I looked over his shoulder at the computer. “What can you do with that?”
He shrugged. “Well, once it’s digitized, you can start changing things. Say there’s a baby crying in the church. You can separate that sound and take it out. Or if the altos are too loud, or the sopranos are too soft, you can fix that. You EQ the sound. That means you equalize it. You make everything all beautiful and even. We have compressors, which kind of . . . squash . . . the sound a little bit; it fine-tunes everything, squashes the loud sections and brings up what’s too quiet. You can clear up any static. Or extraneous noises.” He leaned back and laced his fingers behind his head. “We have this one machine, it’s called CEDAR—that’s Computer Enhanced Digital Audio Restoration. It clears up poor sounds, filters out stuff. We used it to help out the FBI a couple of years ago. They had this tape, like on an answering machine, and there was some kind of stuff going on in the background. Like an airport terminal, or something. We cleaned it up and pulled up the station sounds, took out the other stuff.”
“Like in The Fugitive.”
“Yeah. Just like.”
“Where was he? The guy on the answering machine.”

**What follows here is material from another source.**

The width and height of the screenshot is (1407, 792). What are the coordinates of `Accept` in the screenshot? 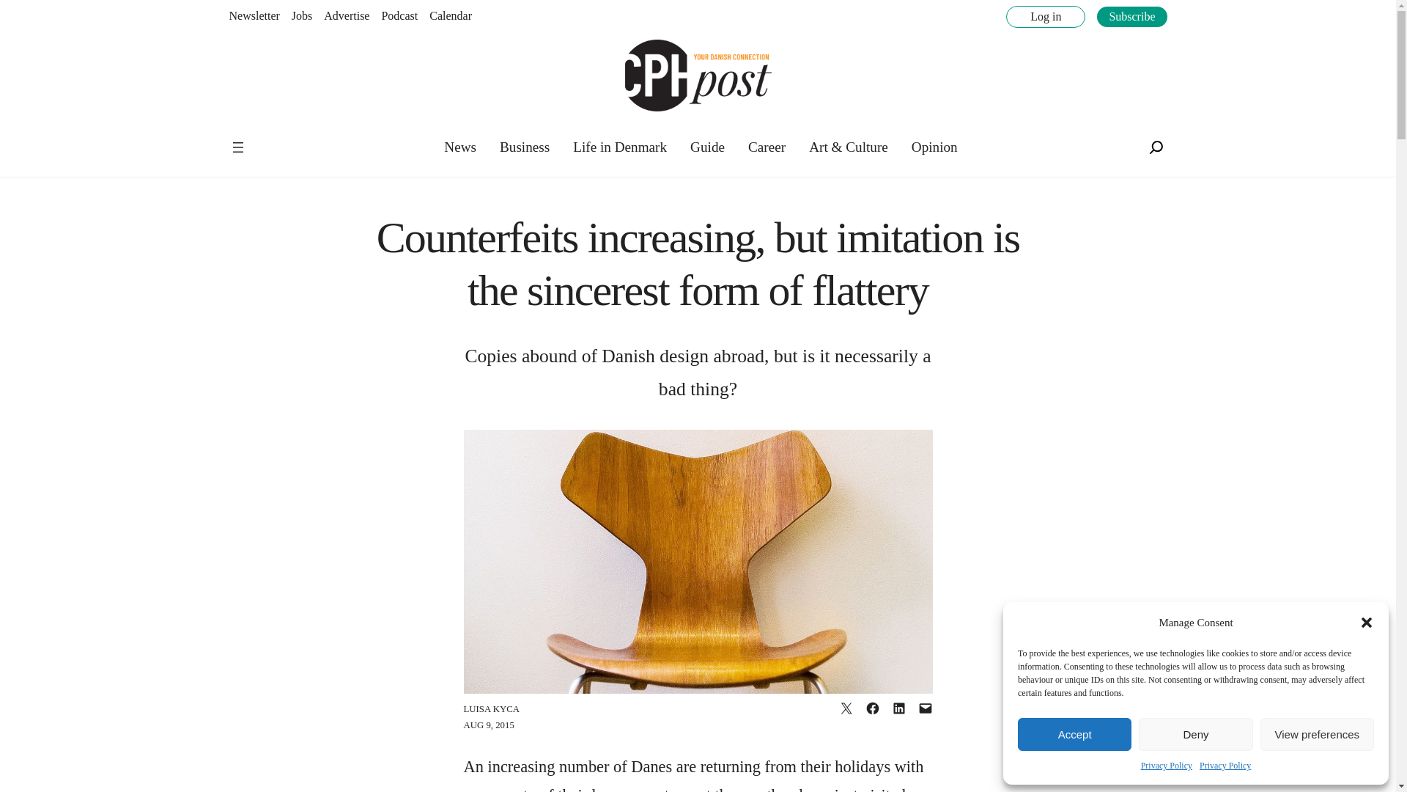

“Oh. Somewhere out of the country. Sweden. Norway.”
“If you have a DAT with someone’s voice on it, can you change the words around? Make it say something it didn’t?”
“Sure. It’s like that software program, Photoshop. You put in a picture, and then you can add or subtract things, tweak the colors, that sort of thing. Well, it’s the same with sound. There’s software designed just for editing, and you can do pretty much anything you want to with it.”
“And the pitch?”
He frowned. “I don’t know what you mean.”
I grimaced, trying to find the right words. “Well, if I say ‘my bitch is about to have puppies,’ and ‘that horse is getting too fat,’ and ‘Aries was the Greek god of war,’ and somebody turns that into, ‘My God, that bitch is fat!’, wouldn’t the inflections be all off?”